U.S. 31/S.R. 6 (Main Street/Columbia Pike), running through the center of Spring Hill, is a state roadway and our city’s most congested thoroughfare as it provides direct access to a busy commercial corridor. City and State officials have long recognized the critical need to widen U.S. 31, due to the continuing growth in our area. However, U.S. 31 is among the 966 state projects throughout Tennessee that make up the Tennessee Department of Transportation (TDOT)’s current $6 billion project backlog, as annual gas tax funding for roads remains limited, which means it competes annually for revenue with hundreds of others top-priority projects.
In 2019, TDOT signed off on allowing the initial environmental study - required by federal law - to be conducted along U.S. 31 that must be completed before a full roadway design can be done for the future widening project.
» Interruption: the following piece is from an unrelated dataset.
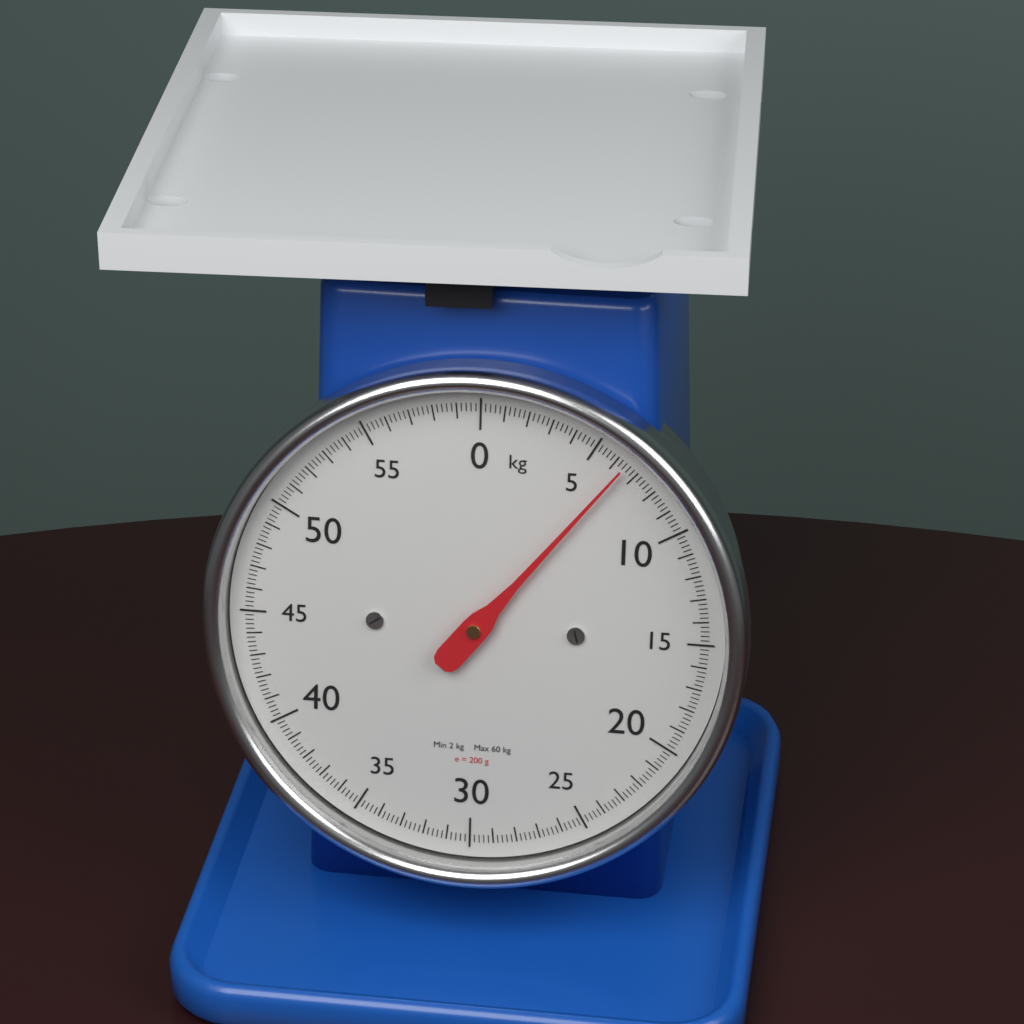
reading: 6.4 kg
That study is expected to take a year to 18 months.
Governor Bill Haslam in January 2017 asked the State Legislature to increase the local tax on gasoline and diesel, which the Legislature approved in May 2017. The additional tax will bring in an additional $39 million for Tennessee cities annually, about $348,000 of which will come to Spring Hill. The governor’s plan also included a fee increase on passenger vehicles and heavy trucks for license tag renewals, along with a new electric vehicle fee, to help with statewide transportation costs. This piece of legislation, known as the Improve Act, included a three-year plan for shovel-ready projects that TDOT will build between the 2017-18 and 2020-2021 fiscal years. Conducting the environmental study on U.S. 31 will eventually make the project eligible to be on the three-year plan list.
The City has been working for years with TDOT in an effort to widen U.S. 31. In February 2016, the widening project was placed in the Nashville Area Metropolitan Planning Organization (MPO)’s 2016-2040 Cost Feasible Plan to eventually widen the road from two to five lanes from Buckner Road to Miles Johnson Parkway. Having the project placed in the MPO’s main planning document was a major step in ensuring its future construction. However, an exact project timeline remains unknown at this time.
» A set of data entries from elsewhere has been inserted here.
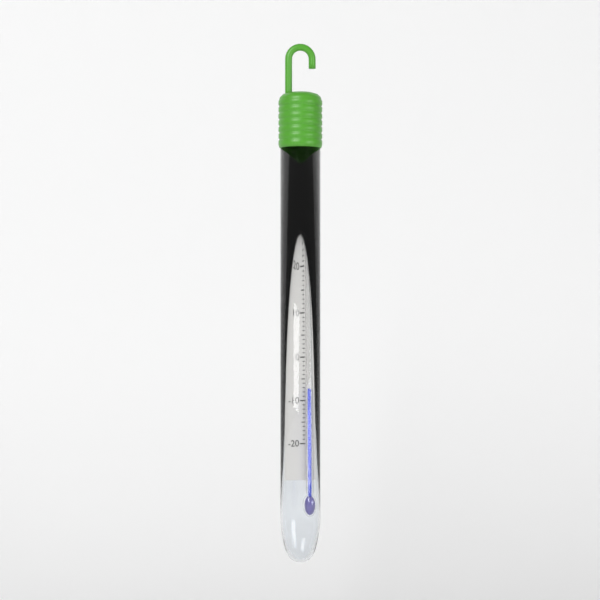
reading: -7 °C
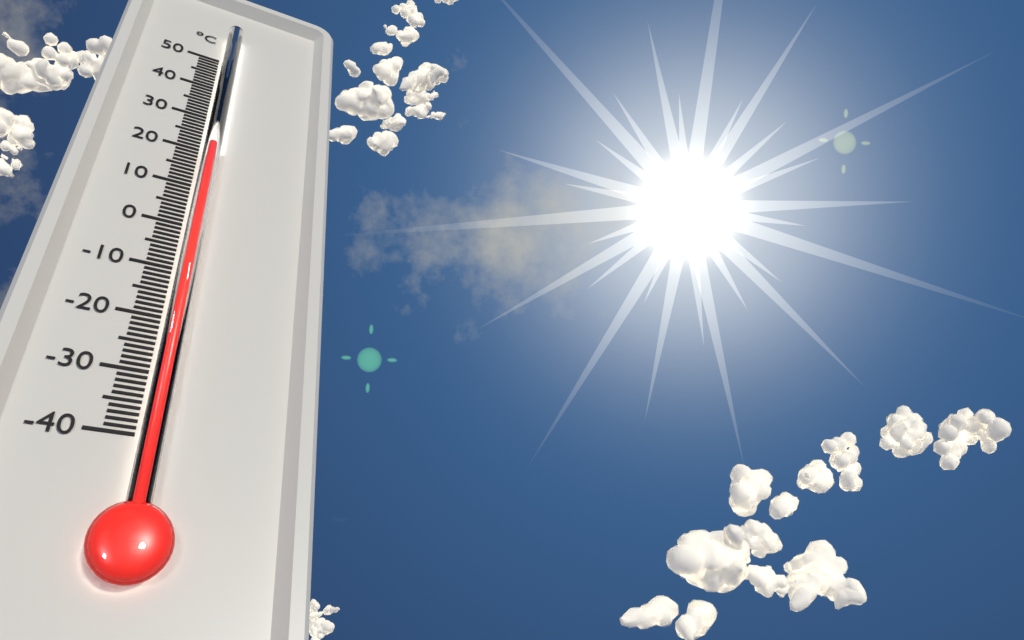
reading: 20 °C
With the project on the MPO’s radar, the City began in 2016 working with an engineering firm on plans for how U.S. 31 could be widened to five lanes without the potentially prohibitive expensive right-of-way costs that were initially projected, in order to make it a more feasible project for the state to begin. Through that engineering work, the City proposed a five-lane cross section, but with narrower than standard lanes (10-foot lanes instead of 12-foot lanes). Sidewalks will be accounted for on the frontage road system that parallels U.S.31 that the City is requiring to be constructed as development occurs. (The frontage road will be like what already exists with Wall Street, or through the Belshire area, where there’s a street that meanders parallel to U.S. 31). This new plan will be exponentially more affordable, which makes the project much more feasible to the state. TDOT has generally concurred with the City’s preliminary concept for U.S. 31.